A few years later, South Fremantle lost its regular full-forward to injury, and Campbell was asked to fill in. He was so successful in his new position that he remained there permanently. By 1921, he was the regular state full-forward, a position he retained until his retirement.[3] For the 1922 season, Campbell was named captain of South Fremantle, and finished the season as the WAFL's leading goalkicker for the first time.
East Perth
[edit]In 1923, Campbell sought a clearance to four-time defending premiers East Perth, but South Fremantle refused to clear him. East Perth had secured employment for Campbell in the city, which was a means sometimes used to entice players to switch clubs without technically breaking the league's rules against amateurism; but South nevertheless refused the clearance, and the league's Protests and Disputes Board upheld South's position. As a result, he sat out of the 1923 season.[4]
Campbell was finally cleared to East Perth prior to the 1924 season, and immediately resumed his position as the league's foremost goalkicker. He set a new record for most goals in a WAFL premiership season, finishing with 67,[5] in addition to a record-setting 51 goals in five matches for Western Australia (see below).
Campbell topped the goalkicking again in 1926, finishing with a then-national record of 89 goals in a premiership season,[6] then won the goalkicking again in 1927 with 87.[7] He was also part of East Perth's premiership winning teams in both 1926 and 1927. Shortly before the 1929 season was due to open, Campbell announced unexpectedly that he would be retiring.
Campbell had a reputation as a supremely accurate set shot as the major contribution to his success.
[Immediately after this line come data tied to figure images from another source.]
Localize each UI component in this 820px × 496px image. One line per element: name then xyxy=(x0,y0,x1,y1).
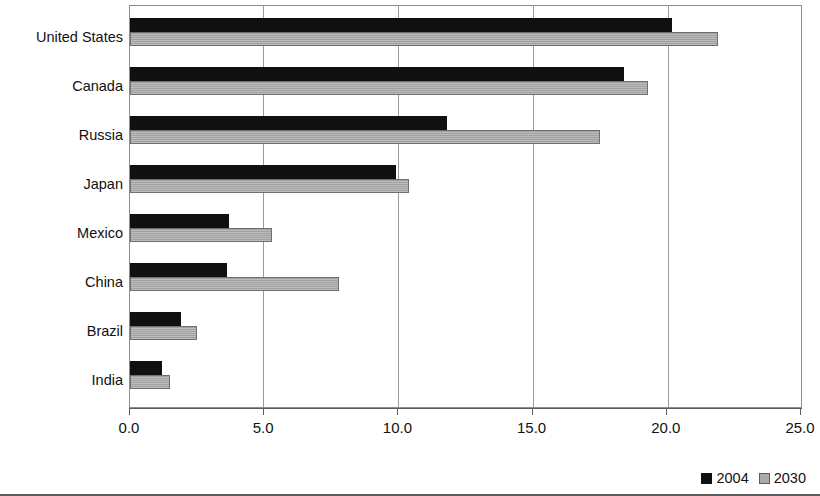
x-tick-5.0 xyxy=(263,408,264,415)
x-tick-0.0 xyxy=(129,408,130,415)
bar-india-2030 xyxy=(130,375,170,389)
bar-united-states-2004 xyxy=(130,18,672,32)
x-axis-line xyxy=(129,408,802,409)
bar-india-2004 xyxy=(130,361,162,375)
category-label-india: India xyxy=(0,373,123,387)
category-axis: United States Canada Russia Japan Mexico… xyxy=(0,5,123,408)
legend-label-2030: 2030 xyxy=(774,470,806,486)
category-label-russia: Russia xyxy=(0,128,123,142)
x-tick-10.0 xyxy=(397,408,398,415)
bar-united-states-2030 xyxy=(130,32,718,46)
legend-label-2004: 2004 xyxy=(716,470,748,486)
category-label-china: China xyxy=(0,275,123,289)
bar-canada-2004 xyxy=(130,67,624,81)
category-label-canada: Canada xyxy=(0,79,123,93)
bar-brazil-2030 xyxy=(130,326,197,340)
x-tick-label-15.0: 15.0 xyxy=(517,419,546,436)
category-label-brazil: Brazil xyxy=(0,324,123,338)
x-tick-label-0.0: 0.0 xyxy=(119,419,140,436)
bar-japan-2030 xyxy=(130,179,409,193)
bar-russia-2004 xyxy=(130,116,447,130)
x-tick-label-20.0: 20.0 xyxy=(651,419,680,436)
legend-item-2030[interactable]: 2030 xyxy=(759,470,806,486)
legend-swatch-2030-icon xyxy=(759,473,770,484)
x-tick-label-25.0: 25.0 xyxy=(785,419,814,436)
legend: 2004 2030 xyxy=(701,470,806,486)
legend-item-2004[interactable]: 2004 xyxy=(701,470,748,486)
x-tick-20.0 xyxy=(666,408,667,415)
x-tick-25.0 xyxy=(800,408,801,415)
bar-mexico-2030 xyxy=(130,228,272,242)
category-label-japan: Japan xyxy=(0,177,123,191)
bar-mexico-2004 xyxy=(130,214,229,228)
bar-russia-2030 xyxy=(130,130,600,144)
x-tick-label-5.0: 5.0 xyxy=(253,419,274,436)
category-label-mexico: Mexico xyxy=(0,226,123,240)
bar-china-2004 xyxy=(130,263,227,277)
bar-canada-2030 xyxy=(130,81,648,95)
x-tick-label-10.0: 10.0 xyxy=(383,419,412,436)
bars-layer xyxy=(130,6,801,407)
bar-brazil-2004 xyxy=(130,312,181,326)
category-label-united-states: United States xyxy=(0,30,123,44)
bar-japan-2004 xyxy=(130,165,396,179)
bar-chart: United States Canada Russia Japan Mexico… xyxy=(0,0,820,496)
legend-swatch-2004-icon xyxy=(701,473,712,484)
x-tick-15.0 xyxy=(532,408,533,415)
bar-china-2030 xyxy=(130,277,339,291)
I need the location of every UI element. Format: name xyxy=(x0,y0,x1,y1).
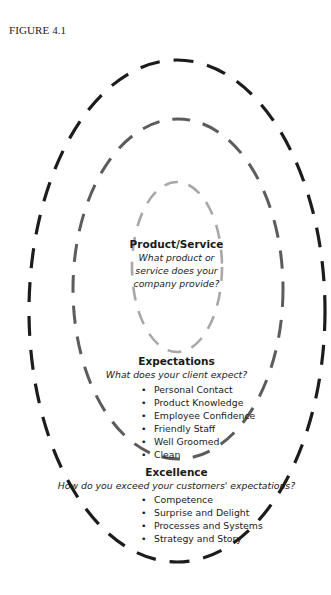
expectations-question: What does your client expect? xyxy=(11,368,331,381)
list-item: Friendly Staff xyxy=(141,422,255,435)
list-item: Surprise and Delight xyxy=(141,506,263,519)
list-item: Processes and Systems xyxy=(141,519,263,532)
list-item: Clean xyxy=(141,448,255,461)
list-item: Competence xyxy=(141,493,263,506)
product-service-question-line-2: service does your xyxy=(11,264,331,277)
list-item: Personal Contact xyxy=(141,383,255,396)
expectations-section: Expectations What does your client expec… xyxy=(11,355,331,381)
list-item: Well Groomed xyxy=(141,435,255,448)
expectations-title: Expectations xyxy=(11,355,331,368)
product-service-title: Product/Service xyxy=(11,238,331,251)
excellence-title: Excellence xyxy=(11,466,331,479)
list-item: Product Knowledge xyxy=(141,396,255,409)
product-service-question-line-1: What product or xyxy=(11,251,331,264)
excellence-list: Competence Surprise and Delight Processe… xyxy=(141,493,263,545)
expectations-list: Personal Contact Product Knowledge Emplo… xyxy=(141,383,255,461)
excellence-question: How do you exceed your customers' expect… xyxy=(11,479,331,492)
list-item: Strategy and Story xyxy=(141,532,263,545)
excellence-section: Excellence How do you exceed your custom… xyxy=(11,466,331,492)
product-service-section: Product/Service What product or service … xyxy=(11,238,331,290)
list-item: Employee Confidence xyxy=(141,409,255,422)
product-service-question-line-3: company provide? xyxy=(11,277,331,290)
Unlike most successful full forwards who preceded him, Campbell favoured drop kicks or punt kicks over place kicks,[8] and future scribes ascribed the death of the place kick in Western Australia at least in part to Campbell's successes.[9] He also had a reputation as a good mark, and a clean and unselfish player.[2]
Western Australia
[edit]Campbell represented his state fifteen times throughout his career. He was best remembered for his record-breaking performance in at 1924 Hobart Carnival match against minnows Queensland, in which he scored 23 goals (out of Western Australia's record score of 43.19) despite heavy rain, including ten in the third quarter alone.[10] The performance matched South Australian Bos Daly's 1893 record of 23 goals in a top level state or interstate match, and – if George Gough's 25 goals in a 1924 Victorian Football Association match are excluded due to that league's second tier status at that time – remains the record as of 2020.[11] Across the five matches of the carnival, Campbell kicked a record 51 goals, with hauls of 10 against New South Wales, 8 against Victoria, 7 against Tasmania and 3 against South Australia.
See also
[edit]Footnotes
[edit]- ^ Poat, Peter & East, Alan (1987). 1987 West Australian Football Register. p. 117.
- ^ a b "Has played his last game". The Daily News. Perth, WA. 10 May 1929. p. 8.
- ^ ‘Has Played His Last Game: "Bonny" Campbell’s Brilliant Career; Strategist and Goal-Kicking Prodigy’; The Daily News, 10 May 1929, p. 8
- ^ "Come back, Bonnie". The Call. Perth, WA. 8 June 1923. p. 8.
- ^ "Sixty-five majors - Campbell gets record". The Call. Perth, WA. 12 September 1924. p. 11.
- ^ ""Bonny Campbell"". Sport. Adelaide, SA. 5 November 1926. p. 14.
- ^ "Football review - season in retrospect". The Daily News. Perth, WA. 11 October 1927. p. 2.
- ^ "Champion back with East Perth – as executive". The Daily News. Perth, WA. 16 January 1950. p. 17.
- ^ W.V.F. (12 June 1947). "Place kicking is a lost art". Western Mail. Perth, WA. p. 17.
- ^ "Dreary day and small crowd". The News. Hobart, TAS. 12 August 1924. p. 1.
- ^ Old Boy (1 September 1924). "Football – Fourth place struggle". The Argus. Melbourne. p. 13.